I am trying to use Paho Android MQTT library (downloaded from here). The sample service application works fine, the subscribe and the publish meth
As far as I understand the topic Paho brings all you need. In my application the paho mqtt-service never stops until I want it. I registered the Paho-service in the manifest to Android with the following snippet.
‹!-- Mqtt Service --›
‹service android:name="com.ibm.android.service.MqttService" /›
This should do the trick.
More information in the description of http://www.eclipse.org/paho/files/android-javadoc/index.html
Paho's Android Library works fine. Its just difficult to maintain the connection state, once the app goes in background. To provide any other functionality like storing the connection options, topics to pub/sub during background state will need some rewrite at library level.
My observations :-
Once the connection is established, MqttService keeps the connection alive even if the app goes background. Unless the system's service manager kills the app & its services. All this is possible unless the network stays uninterrupted.
The service has its own Alarm Manager to keep itself alive.
I did an experiment and I have made a small solution that may help keep connection object accessible throughout the app's activities. Unless you get disconnected.
PS :- The solution is damn simple. But it just works like a charm.
https://github.com/ameykshirsagar/mqttconnectionpersistence
I am yet to make an implementation that keeps the MqttService alive even after the app's activity gets destroyed
Mqtt service is somehow library than general service. It just connects the given broker and subscribes specified topics by your application. The stock MqttAndroidService does not know the broker and topics at all after it's started by Android OS.
So the correct approach is having a backend service for your application, which knows the detail about broker and topics. And your service is responsible for [re]connecting Mqtt broker and subscribing topics in proper time.
If by 'close' you mean 'force stop' the app, then yes that completely stops the app and you won't receive messages (but that's probably what the user wanted anyways).
If however, by 'close' you mean the user/android killing the app, then you are not receiving notifications because you are not 'connected' the broker anymore.
A solution would be to create a custom Service
to manage connections.
Checkout my answer here for a detailed solution of what worked for me.
You should implement a background service see: http://developer.android.com/training/run-background-service/index.html
Or depending on the use case you can implement push notifications in the server side and receive them once the client is not subscribed to the MQTT broker.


◆ **YOUR INSTRUCTIONS**
Search the listing for the word "JSON" and copy every line where it turns up.

* * * * * * * * *

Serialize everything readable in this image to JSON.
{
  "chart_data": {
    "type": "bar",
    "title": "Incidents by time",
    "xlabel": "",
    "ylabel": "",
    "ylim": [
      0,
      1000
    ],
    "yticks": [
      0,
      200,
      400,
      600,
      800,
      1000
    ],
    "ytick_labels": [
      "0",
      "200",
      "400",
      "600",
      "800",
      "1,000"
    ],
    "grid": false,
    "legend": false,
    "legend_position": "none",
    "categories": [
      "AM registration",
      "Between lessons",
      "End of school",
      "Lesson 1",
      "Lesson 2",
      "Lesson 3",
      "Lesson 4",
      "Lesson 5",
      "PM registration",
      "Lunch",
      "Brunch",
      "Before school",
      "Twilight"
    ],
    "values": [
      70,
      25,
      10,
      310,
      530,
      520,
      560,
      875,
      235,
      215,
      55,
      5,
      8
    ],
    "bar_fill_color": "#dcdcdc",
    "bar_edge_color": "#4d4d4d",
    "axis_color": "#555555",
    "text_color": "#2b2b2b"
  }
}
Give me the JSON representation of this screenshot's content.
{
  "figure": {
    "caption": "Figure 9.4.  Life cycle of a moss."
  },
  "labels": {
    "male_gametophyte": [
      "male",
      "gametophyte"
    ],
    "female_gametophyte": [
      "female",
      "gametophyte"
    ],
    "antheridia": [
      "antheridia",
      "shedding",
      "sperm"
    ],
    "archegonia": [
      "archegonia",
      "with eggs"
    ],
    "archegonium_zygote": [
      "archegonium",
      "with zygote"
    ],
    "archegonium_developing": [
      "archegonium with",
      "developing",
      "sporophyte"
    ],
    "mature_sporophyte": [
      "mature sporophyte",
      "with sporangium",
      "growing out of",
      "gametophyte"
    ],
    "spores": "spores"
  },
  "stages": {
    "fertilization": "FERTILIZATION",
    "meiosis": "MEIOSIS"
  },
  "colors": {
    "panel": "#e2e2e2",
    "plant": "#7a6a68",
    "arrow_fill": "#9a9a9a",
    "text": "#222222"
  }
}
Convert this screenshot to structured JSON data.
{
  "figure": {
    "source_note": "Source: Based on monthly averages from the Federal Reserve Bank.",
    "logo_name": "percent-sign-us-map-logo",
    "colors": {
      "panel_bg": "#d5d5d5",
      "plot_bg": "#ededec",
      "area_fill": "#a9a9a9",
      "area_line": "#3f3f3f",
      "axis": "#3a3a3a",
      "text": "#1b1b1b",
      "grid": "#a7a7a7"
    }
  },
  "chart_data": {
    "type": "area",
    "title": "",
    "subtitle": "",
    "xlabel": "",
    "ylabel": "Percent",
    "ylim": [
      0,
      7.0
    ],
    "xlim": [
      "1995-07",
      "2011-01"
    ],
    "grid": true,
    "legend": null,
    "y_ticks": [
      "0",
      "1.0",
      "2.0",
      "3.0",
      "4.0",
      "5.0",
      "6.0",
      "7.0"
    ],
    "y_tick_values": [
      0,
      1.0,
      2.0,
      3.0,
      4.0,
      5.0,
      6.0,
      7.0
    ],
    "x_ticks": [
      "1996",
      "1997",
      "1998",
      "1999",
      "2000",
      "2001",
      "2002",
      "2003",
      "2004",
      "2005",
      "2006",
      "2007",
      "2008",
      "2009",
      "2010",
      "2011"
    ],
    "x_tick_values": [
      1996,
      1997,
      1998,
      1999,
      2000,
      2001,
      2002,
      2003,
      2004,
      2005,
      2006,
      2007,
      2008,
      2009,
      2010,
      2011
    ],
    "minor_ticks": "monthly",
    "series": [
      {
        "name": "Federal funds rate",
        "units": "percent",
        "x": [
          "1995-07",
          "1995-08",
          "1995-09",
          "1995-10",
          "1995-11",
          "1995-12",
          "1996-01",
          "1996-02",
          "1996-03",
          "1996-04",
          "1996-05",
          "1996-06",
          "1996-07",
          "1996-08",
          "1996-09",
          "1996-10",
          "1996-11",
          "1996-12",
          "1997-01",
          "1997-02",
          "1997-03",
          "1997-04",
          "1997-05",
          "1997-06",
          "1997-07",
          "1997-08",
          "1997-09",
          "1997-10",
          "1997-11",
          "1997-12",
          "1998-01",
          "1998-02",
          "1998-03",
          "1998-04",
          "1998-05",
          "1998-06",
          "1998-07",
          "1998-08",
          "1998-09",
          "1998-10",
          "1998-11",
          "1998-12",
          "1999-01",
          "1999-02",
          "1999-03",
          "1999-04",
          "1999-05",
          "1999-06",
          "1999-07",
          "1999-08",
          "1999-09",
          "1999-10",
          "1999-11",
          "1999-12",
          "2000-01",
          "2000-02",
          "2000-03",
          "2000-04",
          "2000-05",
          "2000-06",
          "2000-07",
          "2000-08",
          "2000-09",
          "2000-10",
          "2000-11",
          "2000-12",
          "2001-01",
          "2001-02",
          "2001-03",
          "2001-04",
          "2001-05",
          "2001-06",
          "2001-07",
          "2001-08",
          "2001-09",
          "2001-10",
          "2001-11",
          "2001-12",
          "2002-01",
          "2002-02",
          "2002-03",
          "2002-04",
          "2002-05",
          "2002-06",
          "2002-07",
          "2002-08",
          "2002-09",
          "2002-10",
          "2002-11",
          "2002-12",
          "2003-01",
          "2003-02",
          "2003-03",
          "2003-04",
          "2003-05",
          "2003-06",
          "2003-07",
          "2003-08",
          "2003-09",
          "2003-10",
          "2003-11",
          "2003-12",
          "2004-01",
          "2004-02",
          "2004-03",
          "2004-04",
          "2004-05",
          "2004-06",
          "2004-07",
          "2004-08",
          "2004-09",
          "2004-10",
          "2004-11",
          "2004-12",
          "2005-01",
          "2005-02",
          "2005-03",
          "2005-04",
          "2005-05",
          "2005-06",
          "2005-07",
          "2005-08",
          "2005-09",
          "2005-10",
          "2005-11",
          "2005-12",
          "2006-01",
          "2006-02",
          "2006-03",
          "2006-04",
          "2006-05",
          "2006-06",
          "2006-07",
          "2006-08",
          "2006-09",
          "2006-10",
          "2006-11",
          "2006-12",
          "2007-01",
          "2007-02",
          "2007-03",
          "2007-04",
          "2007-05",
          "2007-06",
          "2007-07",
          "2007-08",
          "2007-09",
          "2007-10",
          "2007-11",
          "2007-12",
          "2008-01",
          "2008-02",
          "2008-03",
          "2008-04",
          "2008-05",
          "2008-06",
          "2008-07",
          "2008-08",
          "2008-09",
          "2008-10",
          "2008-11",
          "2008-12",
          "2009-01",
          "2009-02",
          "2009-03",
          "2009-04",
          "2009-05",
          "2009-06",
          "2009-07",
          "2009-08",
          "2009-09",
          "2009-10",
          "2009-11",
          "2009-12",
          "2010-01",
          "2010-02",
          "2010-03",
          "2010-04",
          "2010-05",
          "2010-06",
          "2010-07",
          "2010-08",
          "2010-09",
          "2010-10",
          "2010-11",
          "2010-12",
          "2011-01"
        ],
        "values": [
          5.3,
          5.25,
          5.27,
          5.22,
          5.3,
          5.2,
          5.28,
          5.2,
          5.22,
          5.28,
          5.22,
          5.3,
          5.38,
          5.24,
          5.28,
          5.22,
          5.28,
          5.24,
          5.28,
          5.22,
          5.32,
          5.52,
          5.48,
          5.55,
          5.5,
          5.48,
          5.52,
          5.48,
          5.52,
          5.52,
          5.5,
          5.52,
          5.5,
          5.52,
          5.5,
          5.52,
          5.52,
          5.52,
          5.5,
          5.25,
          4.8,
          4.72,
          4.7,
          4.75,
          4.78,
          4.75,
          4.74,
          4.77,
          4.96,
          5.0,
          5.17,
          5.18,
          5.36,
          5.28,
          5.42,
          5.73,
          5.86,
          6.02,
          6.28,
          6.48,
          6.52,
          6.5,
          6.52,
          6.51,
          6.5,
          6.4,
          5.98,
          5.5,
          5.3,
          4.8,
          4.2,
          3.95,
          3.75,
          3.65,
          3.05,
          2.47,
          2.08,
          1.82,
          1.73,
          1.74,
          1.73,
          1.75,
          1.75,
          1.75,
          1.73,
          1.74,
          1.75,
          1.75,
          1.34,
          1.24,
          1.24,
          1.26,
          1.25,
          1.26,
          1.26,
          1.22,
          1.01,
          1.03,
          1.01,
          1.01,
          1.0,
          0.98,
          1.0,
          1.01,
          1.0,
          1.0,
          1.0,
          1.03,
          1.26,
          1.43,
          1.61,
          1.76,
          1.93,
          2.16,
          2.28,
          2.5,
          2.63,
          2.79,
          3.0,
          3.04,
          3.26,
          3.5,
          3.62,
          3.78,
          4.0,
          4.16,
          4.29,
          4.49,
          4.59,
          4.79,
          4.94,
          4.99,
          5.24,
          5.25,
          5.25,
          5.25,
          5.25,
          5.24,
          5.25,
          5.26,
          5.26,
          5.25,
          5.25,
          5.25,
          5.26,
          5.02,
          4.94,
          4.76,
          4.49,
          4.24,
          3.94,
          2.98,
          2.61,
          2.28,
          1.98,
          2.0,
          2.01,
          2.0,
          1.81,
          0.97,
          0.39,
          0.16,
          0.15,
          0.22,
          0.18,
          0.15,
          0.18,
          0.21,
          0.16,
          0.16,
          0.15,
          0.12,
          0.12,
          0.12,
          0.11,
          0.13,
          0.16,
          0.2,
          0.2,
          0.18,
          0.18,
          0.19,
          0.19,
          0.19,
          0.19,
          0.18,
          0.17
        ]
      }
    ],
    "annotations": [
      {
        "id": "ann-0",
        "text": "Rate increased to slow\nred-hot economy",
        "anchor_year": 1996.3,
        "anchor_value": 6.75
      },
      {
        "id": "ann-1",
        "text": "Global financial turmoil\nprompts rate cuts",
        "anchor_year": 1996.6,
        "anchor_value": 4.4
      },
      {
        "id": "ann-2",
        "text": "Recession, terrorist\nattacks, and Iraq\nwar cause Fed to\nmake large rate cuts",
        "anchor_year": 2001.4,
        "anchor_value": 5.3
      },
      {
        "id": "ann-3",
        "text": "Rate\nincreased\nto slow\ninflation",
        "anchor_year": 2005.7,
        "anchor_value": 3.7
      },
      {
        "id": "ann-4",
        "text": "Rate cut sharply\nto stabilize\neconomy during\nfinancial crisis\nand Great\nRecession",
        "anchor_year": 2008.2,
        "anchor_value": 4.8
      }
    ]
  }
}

* * * * * * * * *

◆ **TASK SOLUTION**
Serialize everything readable in this image to JSON.
Give me the JSON representation of this screenshot's content.
Convert this screenshot to structured JSON data.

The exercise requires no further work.